Source:
Washington PostPost-9/11 Memos Show More Bush-Era Legal Errors
By R. Jeffrey Smith and Dan Eggen
Washington Post Staff Writers
Tuesday, March 3, 2009; Page A05
The number of major legal errors committed by Bush administration lawyers during the formulation of its early counterterrorism policies was far greater than previously known, according to internal Bush administration documents released for the first time by the Justice Department yesterday.
Those policies were based on at least 10 legal opinions conferring broad powers on the president that the Justice Department later deemed flawed and ordered withdrawn, including several approving the military's search, detention or trial of civilians in the United States without congressional input, according to the documents.
While the Bush administration had previously acknowledged rescinding two of those memos -- authorizing the infliction of pain and suffering on detainees and claiming unquestioned authority to interrogate suspects outside the United States -- the government's eventual repudiation or rewrite of the eight other early legal memos was secret until now.
In one of the newly disclosed opinions, Justice Department appointee John Yoo argued that constitutional provisions ensuring free speech and barring warrantless searches could be disregarded by the president in wartime, allowing troops to storm a building if they suspected terrorists might be inside. In another, the department asserted that detainees could be transferred to countries known to commit human rights abuses so long as U.S. officials did not intentionally seek their torture.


PROBLEM REQUIREMENTS.
Could you return every line of the material that contains the word "right"?
*** Begin section ***
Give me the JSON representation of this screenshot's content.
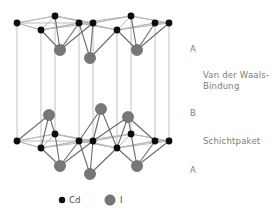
{
  "figure": {
    "kind": "crystal-structure-diagram",
    "compound": "CdI2",
    "background": "#ffffff"
  },
  "colors": {
    "cd_atom": "#0d0d0d",
    "i_atom": "#777777",
    "i_atom_stroke": "#5f5f5f",
    "bond_line": "#6b6b6b",
    "cell_edge": "#b8b8b8",
    "pillar": "#c2c2c2",
    "label_text": "#7d7d7d",
    "legend_text": "#4a4a4a"
  },
  "labels": {
    "layer_a_top": "A",
    "van_der_waals": "Van der Waals-",
    "van_der_waals_2": "Bindung",
    "layer_b": "B",
    "schichtpaket": "Schichtpaket",
    "layer_a_bottom": "A"
  },
  "legend": {
    "items": [
      {
        "symbol": "Cd",
        "marker": "small-black-dot",
        "radius": 3.0,
        "color": "#0d0d0d"
      },
      {
        "symbol": "I",
        "marker": "large-gray-circle",
        "radius": 5.2,
        "color": "#777777"
      }
    ]
  },
  "geometry": {
    "note": "oblique projection of hexagonal CdI2 cell; top cation plane y~22, lower cation plane y~140",
    "top_plane_y": 22,
    "mid_plane_y": 140,
    "rhombus_dx": 36,
    "rhombus_dy": 11
  },
  "atoms": {
    "cd_top_plane": [
      {
        "x": 17,
        "y": 23
      },
      {
        "x": 55,
        "y": 16
      },
      {
        "x": 93,
        "y": 23
      },
      {
        "x": 131,
        "y": 16
      },
      {
        "x": 169,
        "y": 23
      },
      {
        "x": 41,
        "y": 30
      },
      {
        "x": 79,
        "y": 23
      },
      {
        "x": 117,
        "y": 30
      },
      {
        "x": 155,
        "y": 23
      }
    ],
    "cd_mid_plane": [
      {
        "x": 17,
        "y": 141
      },
      {
        "x": 55,
        "y": 134
      },
      {
        "x": 93,
        "y": 141
      },
      {
        "x": 131,
        "y": 134
      },
      {
        "x": 169,
        "y": 141
      },
      {
        "x": 41,
        "y": 148
      },
      {
        "x": 79,
        "y": 141
      },
      {
        "x": 117,
        "y": 148
      },
      {
        "x": 155,
        "y": 141
      }
    ],
    "i_upper_of_top_packet": [
      {
        "x": 60,
        "y": 50
      },
      {
        "x": 90,
        "y": 58
      },
      {
        "x": 137,
        "y": 50
      }
    ],
    "i_above_mid_plane": [
      {
        "x": 49,
        "y": 115
      },
      {
        "x": 101,
        "y": 109
      },
      {
        "x": 128,
        "y": 117
      }
    ],
    "i_below_mid_plane": [
      {
        "x": 60,
        "y": 166
      },
      {
        "x": 90,
        "y": 174
      },
      {
        "x": 137,
        "y": 166
      }
    ]
  }
}
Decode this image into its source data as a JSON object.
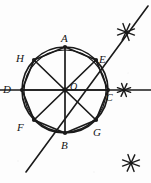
{
  "caption": {
    "text": "In ⊙O, draw diameter AB."
  },
  "figure": {
    "stroke_color": "#1a1a1a",
    "background_color": "#fdfdfd",
    "circle": {
      "center_label": "O",
      "cx": 65,
      "cy": 90,
      "r": 43,
      "double_outline": true,
      "inner_r": 41
    },
    "points": [
      {
        "id": "A",
        "label": "A",
        "x": 65,
        "y": 47,
        "label_x": 61,
        "label_y": 33
      },
      {
        "id": "B",
        "label": "B",
        "x": 65,
        "y": 133,
        "label_x": 61,
        "label_y": 140
      },
      {
        "id": "C",
        "label": "C",
        "x": 108,
        "y": 90,
        "label_x": 106,
        "label_y": 93
      },
      {
        "id": "D",
        "label": "D",
        "x": 22,
        "y": 90,
        "label_x": 3,
        "label_y": 84
      },
      {
        "id": "E",
        "label": "E",
        "x": 96,
        "y": 60,
        "label_x": 99,
        "label_y": 54
      },
      {
        "id": "F",
        "label": "F",
        "x": 34,
        "y": 120,
        "label_x": 17,
        "label_y": 122
      },
      {
        "id": "G",
        "label": "G",
        "x": 96,
        "y": 120,
        "label_x": 93,
        "label_y": 127
      },
      {
        "id": "H",
        "label": "H",
        "x": 34,
        "y": 60,
        "label_x": 16,
        "label_y": 53
      },
      {
        "id": "O",
        "label": "O",
        "x": 65,
        "y": 90,
        "label_x": 70,
        "label_y": 82
      }
    ],
    "diameters": [
      {
        "name": "AB",
        "from": "A",
        "to": "B"
      },
      {
        "name": "DC",
        "from": "D",
        "to": "C"
      },
      {
        "name": "HG",
        "from": "H",
        "to": "G"
      },
      {
        "name": "EF",
        "from": "E",
        "to": "F"
      }
    ],
    "octagon_order": [
      "A",
      "E",
      "C",
      "G",
      "B",
      "F",
      "D",
      "H"
    ],
    "construction_lines": [
      {
        "name": "horizontal-secant",
        "x1": 0,
        "y1": 90,
        "x2": 151,
        "y2": 90
      },
      {
        "name": "diagonal-secant",
        "x1": 26,
        "y1": 172,
        "x2": 148,
        "y2": 6
      }
    ],
    "arc_marks": [
      {
        "name": "upper-right-arc-intersection",
        "x": 126,
        "y": 32,
        "size": 9
      },
      {
        "name": "right-arc-intersection",
        "x": 124,
        "y": 90,
        "size": 7
      },
      {
        "name": "lower-right-arc-intersection",
        "x": 131,
        "y": 163,
        "size": 9
      }
    ]
  }
}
*** End section ***
WORKED SOLUTION.
        "name": "upper-right-arc-intersection",
        "name": "right-arc-intersection",
        "name": "lower-right-arc-intersection",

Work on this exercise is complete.